Cheryl Little, a lawyer and executive director of the Florida Immigrant Advocacy Center, said that deportees are often mislabeled when they arrive in Haiti because authorities often look at their arrest records, which show charges but not convictions.
Many Haitians see the deportees as Americans, with their Haitian citizenship a mere technicality. By some estimates, the average deportee left Haiti before age 8 and was returned at least 20 years later. Many speak little Haitian Creole and have minimal familial, cultural, or emotional connection to the country. These differences make adapting more difficult, and worse: they make deportees quickly identifiable.
Harry Desiré, 36, called the recent inflammatory rhetoric about deportees not only misleading but also "very, very dangerous."
Desiré was deported to Haiti 12 years ago, after serving five years in New York State prisons for armed robbery.

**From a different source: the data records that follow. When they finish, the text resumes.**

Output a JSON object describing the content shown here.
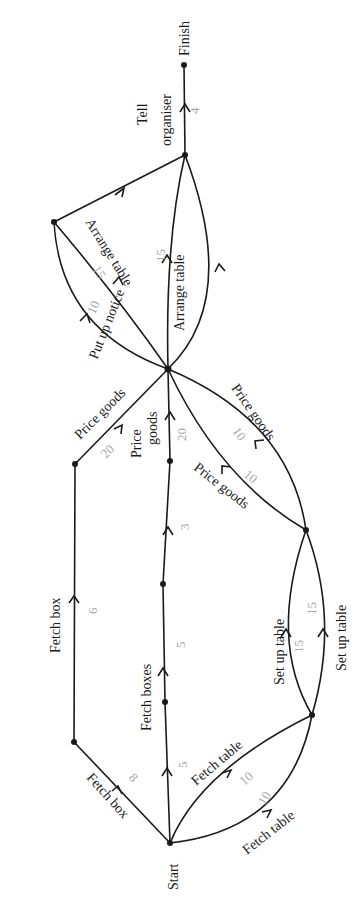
{
  "diagram": {
    "type": "activity-network",
    "orientation": "rotated-90",
    "nodes": {
      "start": {
        "label": "Start"
      },
      "finish": {
        "label": "Finish"
      }
    },
    "edges": [
      {
        "id": "fetch_box_1",
        "label": "Fetch box",
        "weight": "8"
      },
      {
        "id": "fetch_box_2",
        "label": "Fetch box",
        "weight": "6"
      },
      {
        "id": "price_goods_1",
        "label": "Price goods",
        "weight": "20"
      },
      {
        "id": "fetch_boxes_a",
        "label": "Fetch boxes",
        "weight": "5"
      },
      {
        "id": "fetch_boxes_b",
        "label": "",
        "weight": "5"
      },
      {
        "id": "fetch_boxes_c",
        "label": "",
        "weight": "3"
      },
      {
        "id": "price_goods_2",
        "label": "Price goods",
        "weight": "20"
      },
      {
        "id": "fetch_table_1",
        "label": "Fetch table",
        "weight": "10"
      },
      {
        "id": "fetch_table_2",
        "label": "Fetch table",
        "weight": "10"
      },
      {
        "id": "set_up_table_1",
        "label": "Set up table",
        "weight": "15"
      },
      {
        "id": "set_up_table_2",
        "label": "Set up table",
        "weight": "15"
      },
      {
        "id": "price_goods_3",
        "label": "Price goods",
        "weight": "10"
      },
      {
        "id": "price_goods_4",
        "label": "Price goods",
        "weight": "10"
      },
      {
        "id": "put_up_notice_1",
        "label": "Put up notice",
        "weight": "10"
      },
      {
        "id": "put_up_notice_2",
        "label": "Put up notice",
        "weight": "10"
      },
      {
        "id": "arrange_table_1",
        "label": "Arrange table",
        "weight": "15"
      },
      {
        "id": "arrange_table_2",
        "label": "Arrange table",
        "weight": "15"
      },
      {
        "id": "dummy_notice",
        "label": "",
        "weight": ""
      },
      {
        "id": "tell_organiser",
        "label": "Tell organiser",
        "label_line1": "Tell",
        "label_line2": "organiser",
        "weight": "4"
      }
    ]
  }
}
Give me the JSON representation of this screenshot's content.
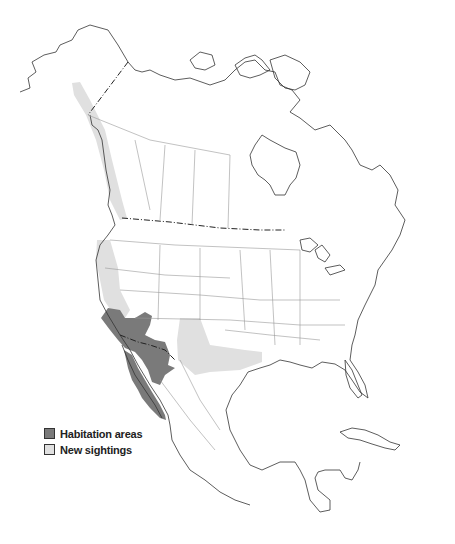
{
  "map": {
    "title": "",
    "region": "North America",
    "colors": {
      "habitation": "#7a7a7a",
      "sightings": "#e0e0e0",
      "outline": "#333333",
      "state_border": "#999999",
      "background": "#ffffff"
    }
  },
  "legend": {
    "items": [
      {
        "label": "Habitation areas",
        "color": "#7a7a7a"
      },
      {
        "label": "New sightings",
        "color": "#e0e0e0"
      }
    ]
  }
}
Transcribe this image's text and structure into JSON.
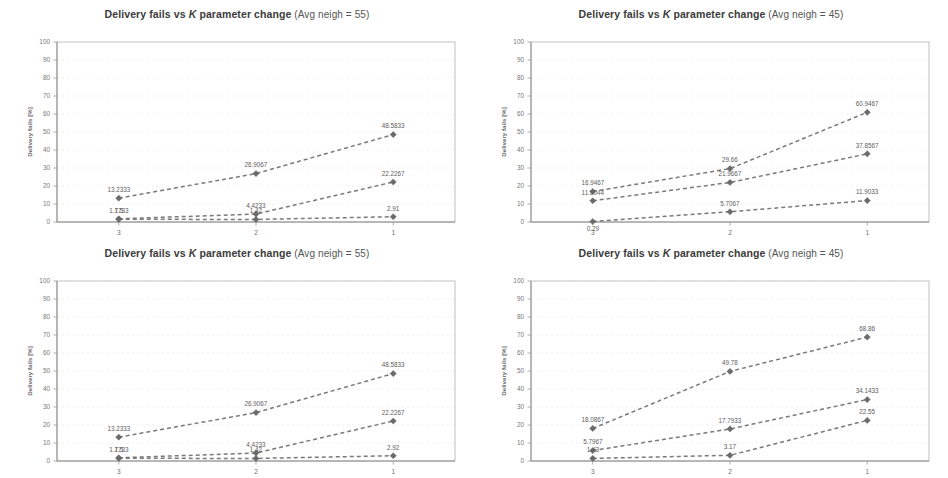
{
  "figure": {
    "width": 948,
    "height": 478,
    "background": "#ffffff",
    "panel_count": 4,
    "line_color": "#7a7a7a",
    "marker_color": "#6b6b6b",
    "grid_color": "#e8e8e8",
    "border_color": "#b9b9b9"
  },
  "chart_data": [
    {
      "id": "top-left",
      "type": "line",
      "title": "Delivery fails vs K parameter change",
      "subtitle": "(Avg neigh =  55)",
      "title_full": "Delivery fails vs K parameter change (Avg neigh =  55)",
      "xlabel": "",
      "ylabel": "Delivery fails [%]",
      "categories": [
        "3",
        "2",
        "1"
      ],
      "x": [
        3,
        2,
        1
      ],
      "xlim": [
        3.45,
        0.55
      ],
      "ylim": [
        0,
        100
      ],
      "yticks": [
        0,
        10,
        20,
        30,
        40,
        50,
        60,
        70,
        80,
        90,
        100
      ],
      "grid": true,
      "legend": "none",
      "series": [
        {
          "name": "series-1",
          "values": [
            13.2333,
            26.9067,
            48.5833
          ],
          "labels": [
            "13.2333",
            "26.9067",
            "48.5833"
          ],
          "label_pos": [
            "above",
            "above",
            "above"
          ]
        },
        {
          "name": "series-2",
          "values": [
            1.7733,
            4.4233,
            22.2267
          ],
          "labels": [
            "1.7733",
            "4.4233",
            "22.2267"
          ],
          "label_pos": [
            "above",
            "above",
            "above"
          ]
        },
        {
          "name": "series-3",
          "values": [
            1.5,
            1.42,
            2.91
          ],
          "labels": [
            "1.5",
            "1.42",
            "2.91"
          ],
          "label_pos": [
            "above",
            "above",
            "above"
          ]
        }
      ]
    },
    {
      "id": "top-right",
      "type": "line",
      "title": "Delivery fails vs K parameter change",
      "subtitle": "(Avg neigh = 45)",
      "title_full": "Delivery fails vs K parameter change (Avg neigh = 45)",
      "xlabel": "",
      "ylabel": "Delivery fails [%]",
      "categories": [
        "3",
        "2",
        "1"
      ],
      "x": [
        3,
        2,
        1
      ],
      "xlim": [
        3.45,
        0.55
      ],
      "ylim": [
        0,
        100
      ],
      "yticks": [
        0,
        10,
        20,
        30,
        40,
        50,
        60,
        70,
        80,
        90,
        100
      ],
      "grid": true,
      "legend": "none",
      "series": [
        {
          "name": "series-1",
          "values": [
            16.9467,
            29.66,
            60.9467
          ],
          "labels": [
            "16.9467",
            "29.66",
            "60.9467"
          ],
          "label_pos": [
            "above",
            "above",
            "above"
          ]
        },
        {
          "name": "series-2",
          "values": [
            11.8044,
            21.9667,
            37.8567
          ],
          "labels": [
            "11.8044",
            "21.9667",
            "37.8567"
          ],
          "label_pos": [
            "above",
            "above",
            "above"
          ]
        },
        {
          "name": "series-3",
          "values": [
            0.29,
            5.7067,
            11.9033
          ],
          "labels": [
            "0.29",
            "5.7067",
            "11.9033"
          ],
          "label_pos": [
            "below",
            "above",
            "above"
          ]
        }
      ]
    },
    {
      "id": "bottom-left",
      "type": "line",
      "title": "Delivery fails vs K parameter change",
      "subtitle": "(Avg neigh =  55)",
      "title_full": "Delivery fails vs K parameter change (Avg neigh =  55)",
      "xlabel": "",
      "ylabel": "Delivery fails [%]",
      "categories": [
        "3",
        "2",
        "1"
      ],
      "x": [
        3,
        2,
        1
      ],
      "xlim": [
        3.45,
        0.55
      ],
      "ylim": [
        0,
        100
      ],
      "yticks": [
        0,
        10,
        20,
        30,
        40,
        50,
        60,
        70,
        80,
        90,
        100
      ],
      "grid": true,
      "legend": "none",
      "series": [
        {
          "name": "series-1",
          "values": [
            13.2333,
            26.9067,
            48.5833
          ],
          "labels": [
            "13.2333",
            "26.9067",
            "48.5833"
          ],
          "label_pos": [
            "above",
            "above",
            "above"
          ]
        },
        {
          "name": "series-2",
          "values": [
            1.7733,
            4.4233,
            22.2267
          ],
          "labels": [
            "1.7733",
            "4.4233",
            "22.2267"
          ],
          "label_pos": [
            "above",
            "above",
            "above"
          ]
        },
        {
          "name": "series-3",
          "values": [
            1.5,
            1.42,
            2.92
          ],
          "labels": [
            "1.5",
            "1.42",
            "2.92"
          ],
          "label_pos": [
            "above",
            "above",
            "above"
          ]
        }
      ]
    },
    {
      "id": "bottom-right",
      "type": "line",
      "title": "Delivery fails vs K parameter change",
      "subtitle": "(Avg neigh = 45)",
      "title_full": "Delivery fails vs K parameter change (Avg neigh = 45)",
      "xlabel": "",
      "ylabel": "Delivery fails [%]",
      "categories": [
        "3",
        "2",
        "1"
      ],
      "x": [
        3,
        2,
        1
      ],
      "xlim": [
        3.45,
        0.55
      ],
      "ylim": [
        0,
        100
      ],
      "yticks": [
        0,
        10,
        20,
        30,
        40,
        50,
        60,
        70,
        80,
        90,
        100
      ],
      "grid": true,
      "legend": "none",
      "series": [
        {
          "name": "series-1",
          "values": [
            18.0867,
            49.78,
            68.86
          ],
          "labels": [
            "18.0867",
            "49.78",
            "68.86"
          ],
          "label_pos": [
            "above",
            "above",
            "above"
          ]
        },
        {
          "name": "series-2",
          "values": [
            5.7967,
            17.7933,
            34.1433
          ],
          "labels": [
            "5.7967",
            "17.7933",
            "34.1433"
          ],
          "label_pos": [
            "above",
            "above",
            "above"
          ]
        },
        {
          "name": "series-3",
          "values": [
            1.43,
            3.17,
            22.55
          ],
          "labels": [
            "1.43",
            "3.17",
            "22.55"
          ],
          "label_pos": [
            "above",
            "above",
            "above"
          ]
        }
      ]
    }
  ]
}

He said he once felt deportation was worse than staying in a US prison because deportees are so often targeted as scapegoats.
Desiré, who said he avoided detention when he arrived in Haiti by giving a police officer two pairs of sneakers, helped found Alternative Chance, a criminal deportee advocacy organization, in 1996. He and other deportee advocates warn of a major problem with Haiti's detention of the deportees: In the absence of friends and relatives, a deportee who might not have pursued a life of crime may have to turn to others in jail for help, thereby putting him on a criminal path.
Desiré says it's hard for deportees to grow out of their negative image.
"Everybody, once they know you're a deportee, it's like you're automatically a criminal," he said. "So you could be innocent, going to church, but if you have a neighbor that doesn't like you, he can call the cops and tell lies, and the cops will believe him. . . . You really have to believe in yourself to survive."